Find the number of files in a directory

2019-03-22 17:01发布

Is there any method in Linux to calculate the number of files in a directory (that is, immediate children) in O(1) (independently of the number of files) without having to list the directory first? If not O(1), is there a reasonably efficient way?

I'm searching for an alternative to ls | wc -l.

8条回答
干净又极端
2楼-- · 2019-03-22 17:37

use ls -1 | wc -l

查看更多
ゆ 、 Hurt°
3楼-- · 2019-03-22 17:42

For the number of all file in a current directory try this:

ls -lR * | wc -l
查看更多
老娘就宠你
4楼-- · 2019-03-22 17:43

I think you can have more control on this using find:

find <path> -maxdepth 1 -type f -printf "." | wc -c
  • find -maxdepth 1 will not go deeper into the hierarchy of files.
  • -type f allows filtering to just files. Similarly, you can use -type d for directories.
  • -printf "." prints a dot for every match.
  • wc -c counts the characters, so it counts the dots created by the print... which means counting how many files exist in the given path.
查看更多
成全新的幸福
5楼-- · 2019-03-22 17:45

One can get the number of subdirectories of a given directory without traversing the whole list by stat'ing (stat(1) or stat(2)) the given directory and observing the number of links to that directory. A given directory with N child directories will have a link count of N+2, one link for the ".." entry of each subdirectory, plus two for the "." and ".." entries of the given directory.

However one cannot get the number of all files (whether regular files or subdirectories) without traversing the whole list -- that is correct.

The "/bin/ls -1U" command will not get all entries however. It will get only those directory entries that do not start with the dot (.) character. For example, it would not count the ".profile" file found in many login $HOME directories.

One can use either the "/bin/ls -f" command or the "/bin/ls -Ua" command to avoid the sort and get all entries.

Perhaps unfortunately for your purposes, either the "/bin/ls -f" command or the "/bin/ls -Ua" command will also count the "." and ".." entries that are in each directory. You will have to subtract 2 from the count to avoid counting these two entries, such as in the following:

expr `/bin/ls -f | wc -l` - 2     # Those are back ticks, not single quotes.

The --format=single-column (-1) option is not necessary on the "/bin/ls -Ua" command when piping the "ls" output, as in to "wc" in this case. The "ls" command will automatically write its output in a single column if the output is not a terminal.

查看更多
Evening l夕情丶
6楼-- · 2019-03-22 17:48

I used this command..works like a charm..only to change the maxdepth..that is sub directories

find * -maxdepth 0 -type d -exec sh -c "echo -n {} ' ' ; ls -lR {} | wc -l" \;
查看更多
Bombasti
7楼-- · 2019-03-22 17:50

readdir is not as expensive as you may think. The knack is avoid stat'ing each file, and (optionally) sorting the output of ls.

/bin/ls -1U | wc -l

avoids aliases in your shell, doesn't sort the output, and lists 1 file-per-line (not strictly necessary when piping the output into wc).

The original question can be rephrased as "does the data structure of a directory store a count of the number of entries?", to which the answer is no. There isn't a more efficient way of counting files than readdir(2)/getdents(2).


▶ _Brief_:
Pull each line holding the word "interactable" from the data.

▶ _Data shown_:
□ □ □

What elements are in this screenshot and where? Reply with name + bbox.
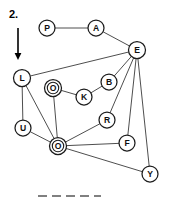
node-label-o2: O (55, 141, 62, 151)
node-label-k: K (81, 92, 88, 102)
graph-node-l[interactable]: L (14, 70, 31, 87)
node-label-r: R (104, 115, 111, 125)
graph-edge-k-o1 (61, 90, 76, 94)
nodes-layer: PAELOBKRUOFY (14, 20, 159, 182)
node-label-o1: O (50, 83, 57, 93)
graph-edge-o1-o2 (54, 96, 58, 137)
node-label-e: E (134, 45, 140, 55)
graph-edge-o2-f (66, 143, 119, 145)
graph-node-e[interactable]: E (129, 42, 146, 59)
figure-canvas: PAELOBKRUOFY 2. (0, 0, 169, 206)
graph-edge-e-l (30, 52, 128, 76)
graph-node-o1[interactable]: O (45, 80, 62, 97)
graph-edge-o2-y (66, 148, 142, 171)
graph-node-b[interactable]: B (101, 74, 117, 90)
graph-edge-u-o2 (30, 132, 50, 142)
node-label-b: B (106, 77, 112, 87)
graph-edge-e-y (138, 58, 149, 166)
node-label-y: Y (147, 169, 153, 179)
node-label-a: A (93, 23, 99, 33)
graph-node-p[interactable]: P (39, 20, 55, 36)
graph-edge-e-b (114, 56, 131, 76)
graph-node-k[interactable]: K (76, 89, 92, 105)
graph-node-f[interactable]: F (119, 135, 135, 151)
graph-node-y[interactable]: Y (142, 166, 158, 182)
graph-node-r[interactable]: R (99, 112, 115, 128)
graph-edge-b-k (91, 86, 102, 93)
graph-edge-a-e (103, 32, 129, 46)
graph-diagram: PAELOBKRUOFY 2. (0, 0, 169, 206)
graph-node-u[interactable]: U (15, 120, 31, 136)
node-label-u: U (20, 123, 26, 133)
graph-edge-o2-r (66, 124, 100, 142)
graph-edge-l-u (22, 87, 23, 121)
step-number-label: 2. (9, 8, 18, 20)
down-arrow-head (15, 53, 22, 60)
graph-edge-e-f (128, 58, 136, 135)
graph-node-o2[interactable]: O (50, 138, 67, 155)
node-label-p: P (44, 23, 50, 33)
step-marker: 2. (9, 8, 21, 60)
graph-node-a[interactable]: A (88, 20, 104, 36)
node-label-f: F (124, 138, 129, 148)
node-label-l: L (19, 73, 24, 83)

□ □ □

▶ _The answer_:
graph-node-l[interactable]: L (14, 70, 31, 87)
graph-node-e[interactable]: E (129, 42, 146, 59)
graph-node-o1[interactable]: O (45, 80, 62, 97)
graph-node-b[interactable]: B (101, 74, 117, 90)
graph-node-p[interactable]: P (39, 20, 55, 36)
graph-node-k[interactable]: K (76, 89, 92, 105)
graph-node-f[interactable]: F (119, 135, 135, 151)
graph-node-y[interactable]: Y (142, 166, 158, 182)
graph-node-r[interactable]: R (99, 112, 115, 128)
graph-node-u[interactable]: U (15, 120, 31, 136)
graph-node-o2[interactable]: O (50, 138, 67, 155)
graph-node-a[interactable]: A (88, 20, 104, 36)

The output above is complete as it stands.